Our vocation is for this time and place. Our work life is to be not just a job or career but an integral part of our Father’s creative and sanctifying work. It takes grace and ingenuity to take the job we currently have and recreate it.
One example comes from a Yale study on job crafting and looks at the cleaning crew in a university hospital. While many of these workers viewed their job as mundane and even demeaning, others saw it as valuable and rewarding. For them, cleaning hospital rooms was a calling.
One room housed a comatose patient in rehab waiting to emerge from a coma. Each time a particular worker cleaned the patient’s room, she’d take down all the framed paintings and rearrange them. She hoped moving them would spark something, speeding up the patient’s recovery. “It’s not part of my job,” she explained, “but it’s a part of me.”
She described herself as a healer because she creates safe, sterile spaces where patients can heal. She, along with like-minded coworkers, had creatively expanded their roles. Crafting their jobs provided them greater meaning and purpose. But, their personal satisfaction wasn’t the end they were after; it was the outcome of doing something of value to individuals and society.

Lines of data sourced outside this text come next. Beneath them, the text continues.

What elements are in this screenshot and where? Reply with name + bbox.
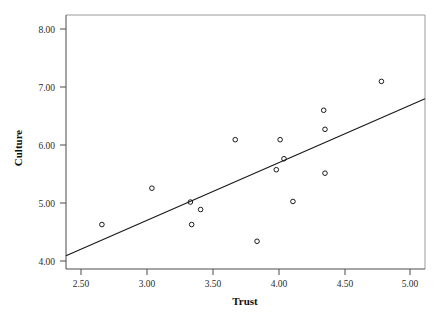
scatter-plot-figure: 2.50 3.00 3.50 4.00 4.50 5.00 4.00 5.00 … <box>0 0 448 318</box>
y-axis-title: Culture <box>12 130 24 167</box>
y-tick-label-3: 7.00 <box>38 83 55 93</box>
scatter-point <box>291 199 296 204</box>
y-tick-label-1: 5.00 <box>38 199 55 209</box>
scatter-point <box>150 186 155 191</box>
y-tick-label-0: 4.00 <box>38 257 55 267</box>
x-axis-ticks: 2.50 3.00 3.50 4.00 4.50 5.00 <box>73 269 419 289</box>
x-tick-label-5: 5.00 <box>402 279 419 289</box>
y-tick-label-2: 6.00 <box>38 141 55 151</box>
scatter-point <box>189 222 194 227</box>
scatter-point <box>198 207 203 212</box>
scatter-point <box>321 108 326 113</box>
regression-line <box>66 99 425 256</box>
x-tick-label-0: 2.50 <box>73 279 90 289</box>
x-axis-title: Trust <box>232 295 258 307</box>
x-tick-label-4: 4.50 <box>337 279 354 289</box>
scatter-point <box>255 239 260 244</box>
frame-left-bottom-axis <box>66 15 425 269</box>
scatter-point <box>323 171 328 176</box>
scatter-markers-group <box>100 79 384 244</box>
scatter-point <box>323 127 328 132</box>
y-axis-ticks: 4.00 5.00 6.00 7.00 8.00 <box>38 25 66 267</box>
x-tick-label-1: 3.00 <box>139 279 156 289</box>
scatter-point <box>379 79 384 84</box>
x-tick-label-3: 4.00 <box>271 279 288 289</box>
frame-top-right-border <box>66 15 425 269</box>
plot-frame <box>66 15 425 269</box>
scatter-point <box>274 167 279 172</box>
y-tick-label-4: 8.00 <box>38 25 55 35</box>
scatter-point <box>278 137 283 142</box>
x-tick-label-2: 3.50 <box>205 279 222 289</box>
scatter-point <box>233 137 238 142</box>
plot-canvas: 2.50 3.00 3.50 4.00 4.50 5.00 4.00 5.00 … <box>0 0 448 318</box>
scatter-point <box>100 222 105 227</box>
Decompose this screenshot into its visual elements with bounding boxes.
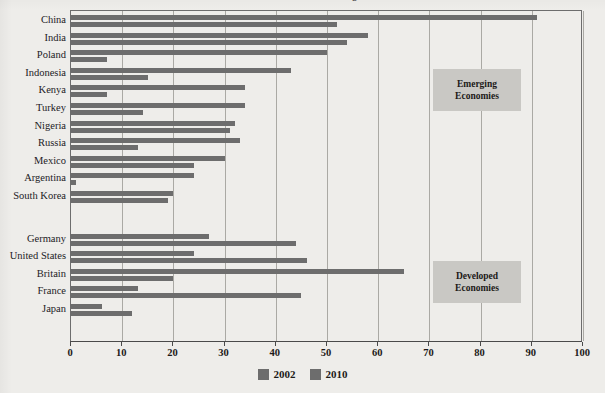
annotation-emerging-line2: Economies (455, 90, 499, 102)
gridline-90 (532, 11, 533, 341)
bar-chart: Global Ranking Emerging Economies Develo… (0, 0, 605, 393)
gridline-60 (378, 11, 379, 341)
legend-swatch-2002 (258, 369, 269, 380)
category-label-japan: Japan (0, 303, 66, 314)
bar-turkey-2002 (71, 110, 143, 115)
x-tick-label-20: 20 (157, 347, 187, 359)
bar-kenya-2002 (71, 92, 107, 97)
plot-area: Emerging Economies Developed Economies (70, 10, 582, 342)
bar-japan-2002 (71, 311, 132, 316)
x-tick-label-30: 30 (209, 347, 239, 359)
x-tick-0 (70, 342, 71, 346)
legend-item-2002: 2002 (258, 368, 296, 380)
category-label-france: France (0, 285, 66, 296)
category-label-argentina: Argentina (0, 172, 66, 183)
bar-china-2002 (71, 22, 337, 27)
bar-mexico-2002 (71, 163, 194, 168)
legend-label-2010: 2010 (326, 368, 348, 380)
x-tick-label-0: 0 (55, 347, 85, 359)
category-label-indonesia: Indonesia (0, 67, 66, 78)
annotation-emerging-economies: Emerging Economies (433, 69, 521, 111)
category-label-kenya: Kenya (0, 84, 66, 95)
x-tick-20 (172, 342, 173, 346)
chart-legend: 2002 2010 (0, 368, 605, 380)
bar-india-2010 (71, 33, 368, 38)
gridline-40 (276, 11, 277, 341)
bar-russia-2010 (71, 138, 240, 143)
category-label-poland: Poland (0, 49, 66, 60)
bar-united-states-2002 (71, 258, 307, 263)
bar-japan-2010 (71, 304, 102, 309)
x-tick-label-60: 60 (362, 347, 392, 359)
bar-united-states-2010 (71, 251, 194, 256)
gridline-50 (327, 11, 328, 341)
gridline-100 (583, 11, 584, 341)
legend-label-2002: 2002 (274, 368, 296, 380)
x-tick-40 (275, 342, 276, 346)
category-label-mexico: Mexico (0, 155, 66, 166)
x-tick-label-50: 50 (311, 347, 341, 359)
category-label-britain: Britain (0, 268, 66, 279)
x-tick-label-10: 10 (106, 347, 136, 359)
bar-south-korea-2010 (71, 191, 173, 196)
x-tick-70 (428, 342, 429, 346)
bar-mexico-2010 (71, 156, 225, 161)
x-tick-label-90: 90 (516, 347, 546, 359)
x-tick-label-40: 40 (260, 347, 290, 359)
x-tick-10 (121, 342, 122, 346)
bar-germany-2002 (71, 241, 296, 246)
category-label-india: India (0, 32, 66, 43)
category-label-united-states: United States (0, 250, 66, 261)
x-tick-label-100: 100 (567, 347, 597, 359)
category-label-germany: Germany (0, 233, 66, 244)
x-tick-100 (582, 342, 583, 346)
category-label-turkey: Turkey (0, 102, 66, 113)
category-label-nigeria: Nigeria (0, 120, 66, 131)
bar-germany-2010 (71, 234, 209, 239)
category-label-china: China (0, 14, 66, 25)
x-tick-30 (224, 342, 225, 346)
legend-swatch-2010 (310, 369, 321, 380)
bar-russia-2002 (71, 145, 138, 150)
x-tick-50 (326, 342, 327, 346)
bar-nigeria-2010 (71, 121, 235, 126)
x-tick-label-70: 70 (413, 347, 443, 359)
bar-argentina-2002 (71, 180, 76, 185)
bar-france-2002 (71, 293, 301, 298)
annotation-developed-line1: Developed (456, 270, 498, 282)
bar-kenya-2010 (71, 85, 245, 90)
bar-britain-2002 (71, 276, 173, 281)
chart-title: Global Ranking (70, 0, 582, 1)
gridline-30 (225, 11, 226, 341)
bar-britain-2010 (71, 269, 404, 274)
bar-indonesia-2002 (71, 75, 148, 80)
bar-france-2010 (71, 286, 138, 291)
annotation-developed-line2: Economies (455, 282, 499, 294)
gridline-70 (429, 11, 430, 341)
annotation-developed-economies: Developed Economies (433, 261, 521, 303)
bar-turkey-2010 (71, 103, 245, 108)
x-tick-60 (377, 342, 378, 346)
x-tick-label-80: 80 (465, 347, 495, 359)
x-tick-90 (531, 342, 532, 346)
legend-item-2010: 2010 (310, 368, 348, 380)
bar-nigeria-2002 (71, 128, 230, 133)
x-tick-80 (480, 342, 481, 346)
bar-india-2002 (71, 40, 347, 45)
bar-argentina-2010 (71, 173, 194, 178)
bar-poland-2002 (71, 57, 107, 62)
category-label-south-korea: South Korea (0, 190, 66, 201)
bar-china-2010 (71, 15, 537, 20)
bar-poland-2010 (71, 50, 327, 55)
bar-indonesia-2010 (71, 68, 291, 73)
category-label-russia: Russia (0, 137, 66, 148)
bar-south-korea-2002 (71, 198, 168, 203)
annotation-emerging-line1: Emerging (457, 78, 497, 90)
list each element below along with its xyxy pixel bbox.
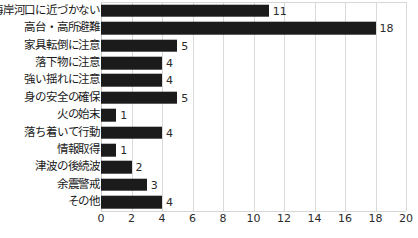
category-label: 情報取得 bbox=[57, 144, 100, 156]
bar-row: 身の安全の確保5 bbox=[101, 89, 406, 106]
bar-row: 落下物に注意4 bbox=[101, 54, 406, 71]
bar bbox=[101, 74, 162, 87]
bar-row: 情報取得1 bbox=[101, 141, 406, 158]
category-label: 余震警戒 bbox=[57, 179, 100, 191]
bar-row: 余震警戒3 bbox=[101, 176, 406, 193]
bar-row: 高台・高所避難18 bbox=[101, 19, 406, 36]
category-label: 家具転倒に注意 bbox=[24, 40, 100, 52]
bar-value-label: 4 bbox=[166, 197, 173, 208]
category-label: 身の安全の確保 bbox=[24, 92, 100, 104]
bar bbox=[101, 4, 269, 17]
bar-row: 落ち着いて行動4 bbox=[101, 124, 406, 141]
x-tick-label-4: 4 bbox=[159, 213, 166, 224]
bar-value-label: 4 bbox=[166, 57, 173, 68]
x-tick-label-18: 18 bbox=[369, 213, 383, 224]
bar-value-label: 2 bbox=[136, 162, 143, 173]
category-label: 高台・高所避難 bbox=[24, 22, 100, 34]
x-tick-label-12: 12 bbox=[277, 213, 291, 224]
bar-value-label: 1 bbox=[120, 110, 127, 121]
bar-value-label: 4 bbox=[166, 75, 173, 86]
bar-value-label: 3 bbox=[151, 179, 158, 190]
x-tick-label-10: 10 bbox=[247, 213, 261, 224]
bar-row: 強い揺れに注意4 bbox=[101, 72, 406, 89]
bar-value-label: 4 bbox=[166, 127, 173, 138]
bar bbox=[101, 109, 116, 122]
bar bbox=[101, 126, 162, 139]
bar-row: 海岸河口に近づかない11 bbox=[101, 2, 406, 19]
category-label: 落ち着いて行動 bbox=[24, 127, 100, 139]
category-label: 海岸河口に近づかない bbox=[0, 5, 100, 17]
x-tick-label-6: 6 bbox=[189, 213, 196, 224]
x-tick-label-14: 14 bbox=[308, 213, 322, 224]
x-tick-label-2: 2 bbox=[128, 213, 135, 224]
bar bbox=[101, 39, 177, 52]
plot-area: 海岸河口に近づかない11高台・高所避難18家具転倒に注意5落下物に注意4強い揺れ… bbox=[101, 2, 406, 211]
x-tick-label-20: 20 bbox=[399, 213, 413, 224]
bar-row: 家具転倒に注意5 bbox=[101, 37, 406, 54]
bar-value-label: 5 bbox=[181, 92, 188, 103]
bar bbox=[101, 179, 147, 192]
bar bbox=[101, 91, 177, 104]
category-label: 火の始末 bbox=[57, 109, 100, 121]
bar bbox=[101, 22, 376, 35]
category-label: その他 bbox=[68, 197, 100, 209]
category-label: 津波の後続波 bbox=[35, 162, 100, 174]
bar-row: 火の始末1 bbox=[101, 107, 406, 124]
bar bbox=[101, 144, 116, 157]
bar-value-label: 11 bbox=[273, 5, 287, 16]
bar-row: 津波の後続波2 bbox=[101, 159, 406, 176]
bar-row: その他4 bbox=[101, 194, 406, 211]
bar bbox=[101, 161, 132, 174]
bar-chart: 海岸河口に近づかない11高台・高所避難18家具転倒に注意5落下物に注意4強い揺れ… bbox=[0, 0, 418, 238]
bar-value-label: 18 bbox=[380, 23, 394, 34]
category-label: 落下物に注意 bbox=[35, 57, 100, 69]
x-tick-label-8: 8 bbox=[220, 213, 227, 224]
x-tick-label-0: 0 bbox=[98, 213, 105, 224]
x-tick-label-16: 16 bbox=[338, 213, 352, 224]
bar bbox=[101, 57, 162, 70]
bar-value-label: 5 bbox=[181, 40, 188, 51]
bar-value-label: 1 bbox=[120, 145, 127, 156]
category-label: 強い揺れに注意 bbox=[24, 75, 100, 87]
gridline-20 bbox=[406, 2, 407, 211]
bar bbox=[101, 196, 162, 209]
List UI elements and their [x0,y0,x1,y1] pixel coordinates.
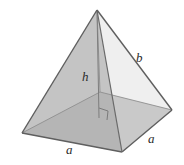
pyramid-figure: h b a a [0,0,184,165]
slant-edge-label: b [136,51,143,64]
base-edge-right-label: a [148,132,155,145]
base-edge-front-label: a [66,143,73,156]
pyramid-diagram [0,0,184,165]
height-label: h [82,70,89,83]
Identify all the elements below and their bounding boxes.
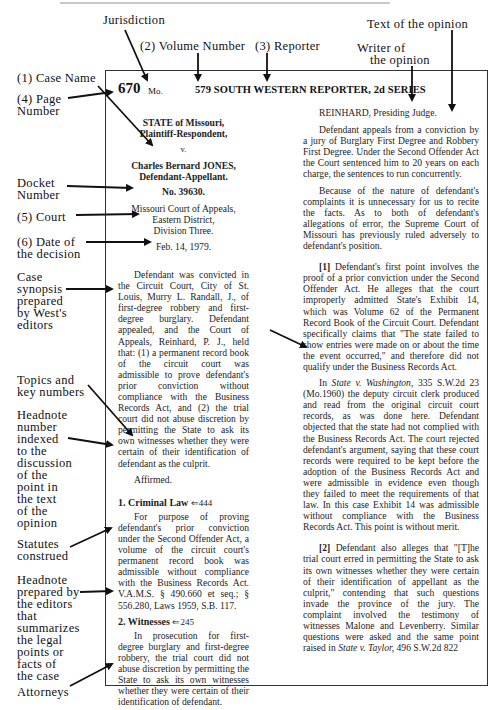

There are three particular ways to craft our jobs, adapting the tasks we perform, the relationships we have with workers and customers, and the way we think about our work. The Christian perspective of work has the greatest and most resilient impact in an ever-changing economy.
These discoveries by Yale researchers are not new; they are as old as God’s creation. As we become adept at cultivating our vocation, we can use job crafting to draw others into the work of the kingdom, further aligning them to their own created purpose. How we do that will be specific to our situations and take a little creativity. But then, creativity has always been a big part of our Father’s work.